Code Is Written For Humans To Read

Part of Read before contributing, an opinionated guide by William Reade

Code Is Written For Humans To Read

…and only incidentally for machines to execute. It is more important that your code be clear than that it be elegant or performant; and those goals are only very rarely in opposition to clarity anyway.

And people will be reading your code while trying to solve some bug, and they’ll be in a hurry, and it will be easy for them to miss nuances in the code and end up making things worse instead of better. If you’ve written proper tests then they have at least some guardrails, but if your code doesn’t do exactly what it looks like it does at first glance you’ve given them pit traps as well.

In particular:

  • comment your code

    • explain what problem you’re solving
    • ideally, also explain what associated problems you’re not, and why, and how/where they should probably be addressed
    • point out the tricky bits in the implementation
    • if you did something bad, or inherited something bad, add a note making clear that it’s bad – that way there’s half a chance people won’t see it and unthinkingly duplicate it, and maybe a 1-in-2^16 chance that they’ll spot an opportunity to fix it
    • oh, and, read existing comments and update them
  • think hard about names

    • words mean things, pick ones that do not egregiously violate your readers’ expectations
    • excessively long names are bad; vague, unclear, or misleading names are much worse
    • when choosing names, think about your clients
      • they don’t need to know how your func works – they need to know what it does
      • they don’t need to know that field’s implementation – they need to know what it’s for
    • receivers and loop index vars can still be very short, and everyone knows what err is
    • other vars? please just say what they are
  • avoid unnecessary nesting

    • return/continue early on failure
    • use intermediate variables
    • do not nest more than two func definitions
    • extract internal funcs at the drop of a hat
  • avoid unnecessary indirection

    • indirection in service of abstraction is the noblest form; but be sure you know the difference, and that you really have abstracted something and not just made it less direct
    • callbacks are for frameworks, try not to write frameworks until the need is clear and present (i.e. when you are extracting an implicit framework that’s proven its value and isn’t amenable to a more direct implementation. Please don’t try to write them from scratch)
    • DI doesn’t mean you pass factories around – making a type repsonsible for creating all its dependencies (as well as using them) violates SRP.
      • DI infrastructure code probably will use some factories, this is not the same thing, leaking them unnecessarily is bad
  • avoid clever scoping tricks

    • named returns are ok for deferring error handling
    • avoid using them in other circumstances
    • definitely don’t ever do the magic naked return thing
    • don’t shadow vars that mean something in the enclosing scope:
      maybe you will never screw up = vs := but the rest of us aren’t so smart.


▶ [Try it]:
The result should be the lines from the one holding "Image is 446x339 pixels." to the end of the records below, repeated exactly. No pictures.

....

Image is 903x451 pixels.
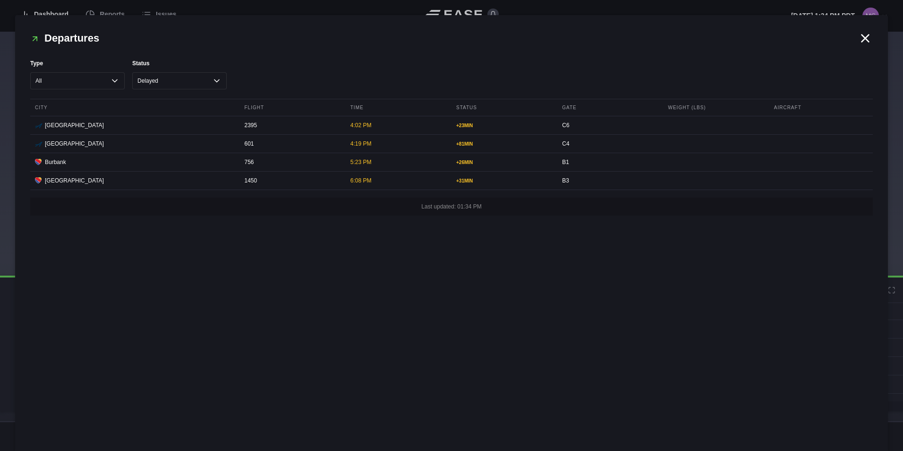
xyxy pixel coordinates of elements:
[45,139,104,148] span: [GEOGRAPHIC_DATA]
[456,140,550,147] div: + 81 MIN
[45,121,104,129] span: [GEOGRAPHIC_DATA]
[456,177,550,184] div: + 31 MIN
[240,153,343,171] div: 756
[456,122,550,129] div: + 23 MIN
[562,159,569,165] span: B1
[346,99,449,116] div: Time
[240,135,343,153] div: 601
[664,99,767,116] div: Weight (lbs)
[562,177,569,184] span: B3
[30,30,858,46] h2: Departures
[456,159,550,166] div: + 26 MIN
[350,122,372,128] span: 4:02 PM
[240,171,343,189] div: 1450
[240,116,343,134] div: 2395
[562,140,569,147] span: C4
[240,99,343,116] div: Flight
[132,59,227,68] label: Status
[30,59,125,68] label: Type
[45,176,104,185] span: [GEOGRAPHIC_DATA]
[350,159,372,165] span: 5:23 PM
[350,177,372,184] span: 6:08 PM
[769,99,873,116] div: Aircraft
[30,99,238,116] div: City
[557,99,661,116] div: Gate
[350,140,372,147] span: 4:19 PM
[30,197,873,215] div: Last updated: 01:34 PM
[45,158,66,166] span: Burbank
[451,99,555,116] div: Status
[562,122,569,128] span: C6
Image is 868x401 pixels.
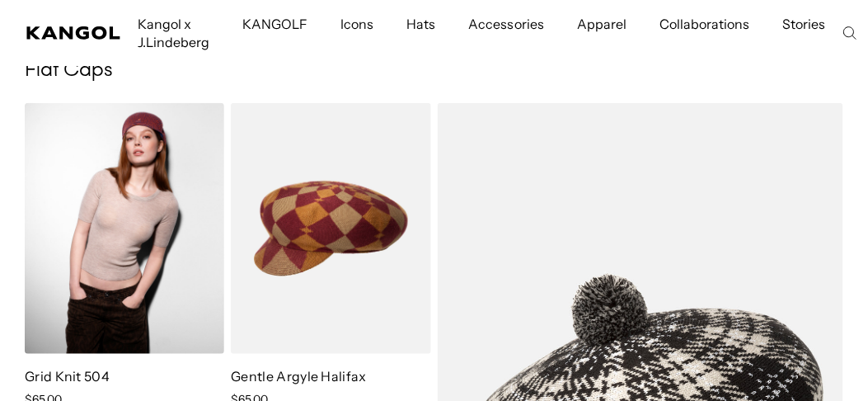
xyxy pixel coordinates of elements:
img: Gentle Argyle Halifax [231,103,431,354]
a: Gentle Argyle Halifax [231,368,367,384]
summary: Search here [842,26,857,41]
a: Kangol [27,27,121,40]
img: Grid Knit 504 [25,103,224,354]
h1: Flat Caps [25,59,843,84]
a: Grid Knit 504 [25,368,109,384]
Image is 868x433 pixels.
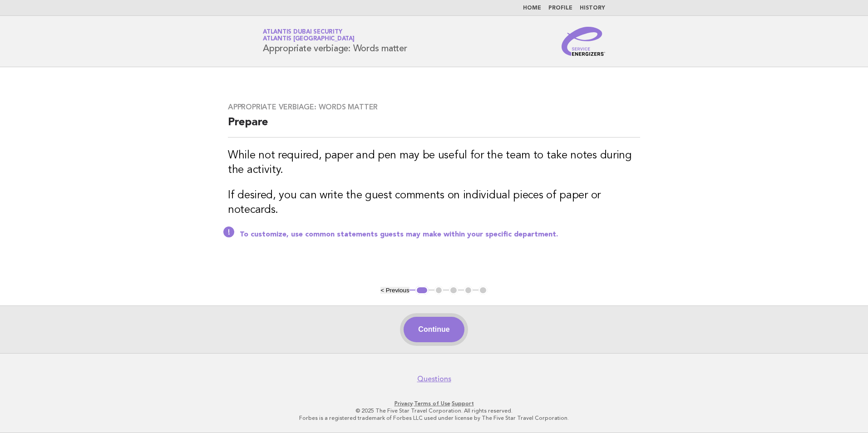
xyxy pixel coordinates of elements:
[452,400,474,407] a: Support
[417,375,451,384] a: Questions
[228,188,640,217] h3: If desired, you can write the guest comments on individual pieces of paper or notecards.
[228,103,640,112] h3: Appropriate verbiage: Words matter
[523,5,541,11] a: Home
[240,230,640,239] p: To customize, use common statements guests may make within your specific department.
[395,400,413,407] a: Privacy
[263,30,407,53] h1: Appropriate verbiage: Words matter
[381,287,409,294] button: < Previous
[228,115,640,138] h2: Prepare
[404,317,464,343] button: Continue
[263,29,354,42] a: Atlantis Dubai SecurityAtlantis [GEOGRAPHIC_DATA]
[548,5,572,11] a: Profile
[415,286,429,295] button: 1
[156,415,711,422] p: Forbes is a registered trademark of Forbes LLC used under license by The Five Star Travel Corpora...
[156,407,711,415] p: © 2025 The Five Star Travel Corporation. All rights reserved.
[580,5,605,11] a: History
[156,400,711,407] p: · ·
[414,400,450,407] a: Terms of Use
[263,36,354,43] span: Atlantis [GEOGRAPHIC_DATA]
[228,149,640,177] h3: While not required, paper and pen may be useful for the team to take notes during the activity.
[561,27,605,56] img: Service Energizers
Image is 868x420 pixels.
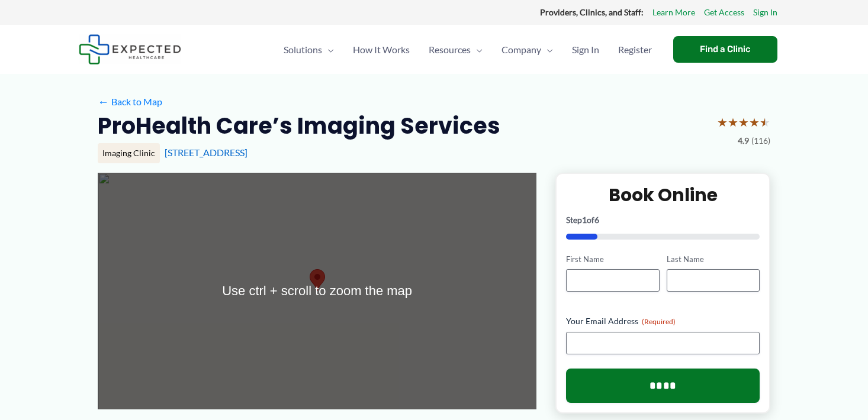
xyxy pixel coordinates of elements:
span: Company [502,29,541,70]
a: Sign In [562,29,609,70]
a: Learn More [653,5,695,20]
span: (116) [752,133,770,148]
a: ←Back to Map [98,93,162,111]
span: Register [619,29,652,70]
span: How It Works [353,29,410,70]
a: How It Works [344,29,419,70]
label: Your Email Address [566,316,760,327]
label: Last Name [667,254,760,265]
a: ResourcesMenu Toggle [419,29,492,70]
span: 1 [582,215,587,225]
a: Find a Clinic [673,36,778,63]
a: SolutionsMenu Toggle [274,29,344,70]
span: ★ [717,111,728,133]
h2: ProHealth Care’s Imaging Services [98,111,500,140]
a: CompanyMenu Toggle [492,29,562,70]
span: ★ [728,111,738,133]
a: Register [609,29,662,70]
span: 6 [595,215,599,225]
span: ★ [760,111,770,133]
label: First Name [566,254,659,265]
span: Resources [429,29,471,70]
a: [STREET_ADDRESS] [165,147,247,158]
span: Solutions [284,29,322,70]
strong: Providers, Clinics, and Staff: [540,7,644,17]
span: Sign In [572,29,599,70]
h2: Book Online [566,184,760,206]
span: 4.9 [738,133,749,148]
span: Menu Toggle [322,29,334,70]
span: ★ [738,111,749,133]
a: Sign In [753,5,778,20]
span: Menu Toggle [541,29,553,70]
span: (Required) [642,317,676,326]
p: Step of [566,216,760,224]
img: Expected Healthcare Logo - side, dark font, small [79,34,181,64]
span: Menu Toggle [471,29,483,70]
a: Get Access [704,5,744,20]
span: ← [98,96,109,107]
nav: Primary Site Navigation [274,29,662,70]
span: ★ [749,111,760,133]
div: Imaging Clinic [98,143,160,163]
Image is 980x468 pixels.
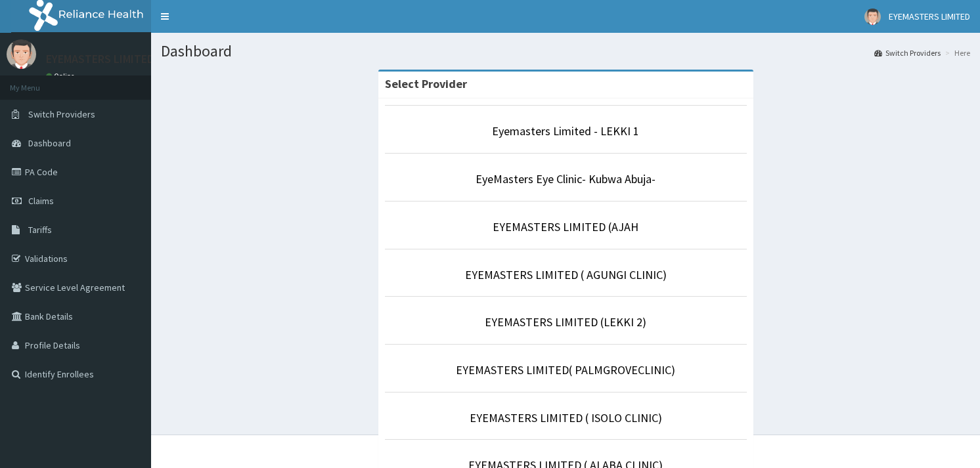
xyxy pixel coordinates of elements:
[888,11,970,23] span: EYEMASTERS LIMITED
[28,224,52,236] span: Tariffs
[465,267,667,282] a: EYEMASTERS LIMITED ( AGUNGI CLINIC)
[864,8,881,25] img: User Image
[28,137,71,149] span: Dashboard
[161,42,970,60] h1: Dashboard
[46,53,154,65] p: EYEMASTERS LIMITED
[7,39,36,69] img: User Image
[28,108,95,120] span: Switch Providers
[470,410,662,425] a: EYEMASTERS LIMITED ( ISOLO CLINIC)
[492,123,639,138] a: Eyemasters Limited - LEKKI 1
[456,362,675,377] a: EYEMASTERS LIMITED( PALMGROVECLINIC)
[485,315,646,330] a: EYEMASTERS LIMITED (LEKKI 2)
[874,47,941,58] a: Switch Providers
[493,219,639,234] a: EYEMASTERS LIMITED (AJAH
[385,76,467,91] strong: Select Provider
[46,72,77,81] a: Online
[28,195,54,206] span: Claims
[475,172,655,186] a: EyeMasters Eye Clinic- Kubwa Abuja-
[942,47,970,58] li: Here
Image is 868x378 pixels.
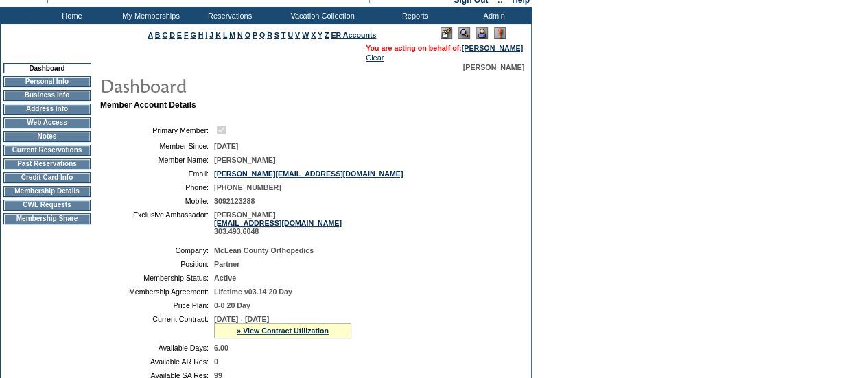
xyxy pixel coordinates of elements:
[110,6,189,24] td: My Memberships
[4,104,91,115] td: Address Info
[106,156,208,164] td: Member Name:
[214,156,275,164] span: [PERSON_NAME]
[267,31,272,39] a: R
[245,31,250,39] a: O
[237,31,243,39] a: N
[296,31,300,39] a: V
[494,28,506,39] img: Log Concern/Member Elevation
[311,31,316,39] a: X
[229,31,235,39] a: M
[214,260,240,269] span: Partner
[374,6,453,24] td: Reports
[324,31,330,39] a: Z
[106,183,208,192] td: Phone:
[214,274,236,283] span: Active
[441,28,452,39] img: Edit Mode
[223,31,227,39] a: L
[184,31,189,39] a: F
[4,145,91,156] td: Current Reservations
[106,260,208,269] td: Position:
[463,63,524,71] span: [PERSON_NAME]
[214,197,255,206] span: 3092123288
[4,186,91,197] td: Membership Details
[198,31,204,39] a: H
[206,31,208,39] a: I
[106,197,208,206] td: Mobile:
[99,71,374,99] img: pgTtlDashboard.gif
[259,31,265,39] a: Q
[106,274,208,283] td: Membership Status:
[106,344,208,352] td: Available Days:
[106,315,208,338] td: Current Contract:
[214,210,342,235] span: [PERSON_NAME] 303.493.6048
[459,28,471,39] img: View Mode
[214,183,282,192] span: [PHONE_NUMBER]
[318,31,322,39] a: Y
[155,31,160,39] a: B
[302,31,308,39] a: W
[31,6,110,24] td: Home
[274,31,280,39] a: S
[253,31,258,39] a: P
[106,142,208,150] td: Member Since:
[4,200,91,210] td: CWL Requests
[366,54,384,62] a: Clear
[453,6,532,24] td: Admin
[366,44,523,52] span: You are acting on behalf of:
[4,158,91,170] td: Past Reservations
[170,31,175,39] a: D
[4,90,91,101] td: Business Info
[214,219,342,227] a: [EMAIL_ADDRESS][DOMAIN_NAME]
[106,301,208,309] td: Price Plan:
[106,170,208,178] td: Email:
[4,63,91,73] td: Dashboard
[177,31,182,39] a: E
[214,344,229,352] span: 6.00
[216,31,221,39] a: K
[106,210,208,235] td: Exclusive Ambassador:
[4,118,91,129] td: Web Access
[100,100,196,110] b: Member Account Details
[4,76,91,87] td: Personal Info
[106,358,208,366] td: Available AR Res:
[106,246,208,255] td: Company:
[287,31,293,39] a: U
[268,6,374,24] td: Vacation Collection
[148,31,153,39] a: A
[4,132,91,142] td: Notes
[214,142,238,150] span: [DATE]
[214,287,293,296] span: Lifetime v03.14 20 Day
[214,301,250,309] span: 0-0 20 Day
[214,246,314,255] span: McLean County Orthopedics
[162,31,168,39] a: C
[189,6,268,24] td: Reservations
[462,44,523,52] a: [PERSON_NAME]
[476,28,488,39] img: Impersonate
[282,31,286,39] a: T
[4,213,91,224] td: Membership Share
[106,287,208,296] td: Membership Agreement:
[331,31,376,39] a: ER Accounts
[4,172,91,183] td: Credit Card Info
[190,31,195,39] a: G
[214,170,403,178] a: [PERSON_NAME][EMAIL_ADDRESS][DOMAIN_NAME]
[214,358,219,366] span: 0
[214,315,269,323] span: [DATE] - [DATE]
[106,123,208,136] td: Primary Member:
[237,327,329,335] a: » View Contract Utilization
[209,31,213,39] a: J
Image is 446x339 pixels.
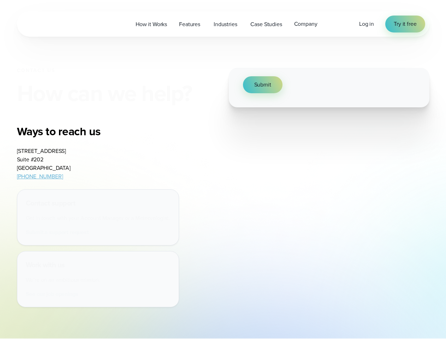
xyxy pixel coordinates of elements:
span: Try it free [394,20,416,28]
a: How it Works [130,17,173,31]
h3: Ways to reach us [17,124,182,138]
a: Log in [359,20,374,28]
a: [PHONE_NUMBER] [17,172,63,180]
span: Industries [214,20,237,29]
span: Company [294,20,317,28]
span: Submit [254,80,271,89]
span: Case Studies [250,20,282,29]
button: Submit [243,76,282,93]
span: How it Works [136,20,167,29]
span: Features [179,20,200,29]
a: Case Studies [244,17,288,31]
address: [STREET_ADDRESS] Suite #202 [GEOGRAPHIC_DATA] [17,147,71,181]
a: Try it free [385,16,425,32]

....

▶ [Written answer]:
Image is 446x339 pixels.
xyxy pixel coordinates of elements:
span: Try it free [394,20,416,28]
a: How it Works [130,17,173,31]
h3: Ways to reach us [17,124,182,138]
a: Log in [359,20,374,28]
a: [PHONE_NUMBER] [17,172,63,180]
span: Industries [214,20,237,29]
span: Company [294,20,317,28]
span: Submit [254,80,271,89]
span: Case Studies [250,20,282,29]
button: Submit [243,76,282,93]
span: How it Works [136,20,167,29]
span: Features [179,20,200,29]
a: Case Studies [244,17,288,31]
address: [STREET_ADDRESS] Suite #202 [GEOGRAPHIC_DATA] [17,147,71,181]
a: Try it free [385,16,425,32]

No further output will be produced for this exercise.